Honestly, there's no real catch; it's just really hard to pull off.
You need unbelievable knowledge of game systems and a great cultural background. It's certainly not impossible, but it's pretty hard and generally something out of scope at the start of your career.
Game designers (often Game Directors with their game studio) pursue this goal after becoming experts. It's not necessarily about having game design experience. It just takes a lot of time to build a strong cultural background to design something like this. The inherent difficulty of combining these 2 techniques is more than the sum of the two.
This difficulty, though, is what makes pursuing this kind of achievement an incredibly satisfying endeavor. However, don't dream too much and always remember an important fact.

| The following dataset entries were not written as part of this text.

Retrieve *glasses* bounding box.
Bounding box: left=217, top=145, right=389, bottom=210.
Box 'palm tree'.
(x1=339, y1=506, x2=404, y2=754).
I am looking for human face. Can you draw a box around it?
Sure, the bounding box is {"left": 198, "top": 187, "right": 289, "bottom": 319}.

Innovation never implies success.
Let me be clear. With the term "success" here, I'm talking about both the subjective success you define for yourself and the market success.
You're not guaranteed to make a masterpiece, nor can you plan it. This is true even for established game authors, who struggle as much as anyone to produce such high-quality work. None has the formula to make a good game (and none will ever do) because there's no formula. Whoever says otherwise doesn't know what he's talking about, or it's tricking you to gain something from you.

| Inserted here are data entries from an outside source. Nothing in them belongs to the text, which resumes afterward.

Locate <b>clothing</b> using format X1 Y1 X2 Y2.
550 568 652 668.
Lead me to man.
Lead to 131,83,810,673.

Success doesn't depend solely on you, even the type you define for yourself. You can only pursue a statistical improvement in succeeding.
That's why I rage when I hear things like "Start with your game genre".
Genres are not "good game formulas" you can follow and guarantee to make something good. They are not even, as some people want to imply, "stable game system configurations". They're far from stable! They are groupings created by the audience that are constantly changing. In other words, they're not game design stuff.
If you believe you only need to pick a game genre, follow its "rules", and add some personal flavor, you're fooling yourself. Are you sure game design is that easy?
Yet, I'm not blind; I see why many people suggest relying on genres for beginners.
It's a quick and easy way to start. Starting the design process from an established genre provides a clear framework that seems easy to follow.
That's true, but it actually hurts you! I suppose you don't want to just make a game once; you want to learn how to design games, don't you? I'm sure you know there's a big difference. Relying on a genre limits your design process and won't help you learn how to solve design problems. But it gets worse than that!
You keep seeing games like a player, and every time something is a little off from the genre you know, you have no way to analyze it properly. It literally shrinks your mind.
Don't waste time looking for the "magic trick" or the "right genre" to design a game.
Focus on doing what none does and reach the top 1% of professional game designers.
I'm going to give you an unpopular piece of advice. None will tell you this since they want to exploit your hunger for quick and simple solutions; I'll tell you the truth instead.
Study. Yes, I'm telling you to study hard, but most importantly, be curious about everything. Perpetual curiosity is a common trait of pretty much all the great artists and geniuses of human history. You can't innovate (not even a little) if you have nothing to pull interesting things from.
Do yourself a favor and prioritize:
- Studying the fundamentals of gameplay design to actually understand how games work anatomically.
- Learning how to expand a rough idea into a structured gameplay, iterating on issues before they arise.
- Taking inspiration from other media (books, movies, music, comics, etc.) because that's where real innovation lies.
Remember, you're not just a standard game designer; you're an engineer of ideas.
Stop thinking like a player and start designing like a professional.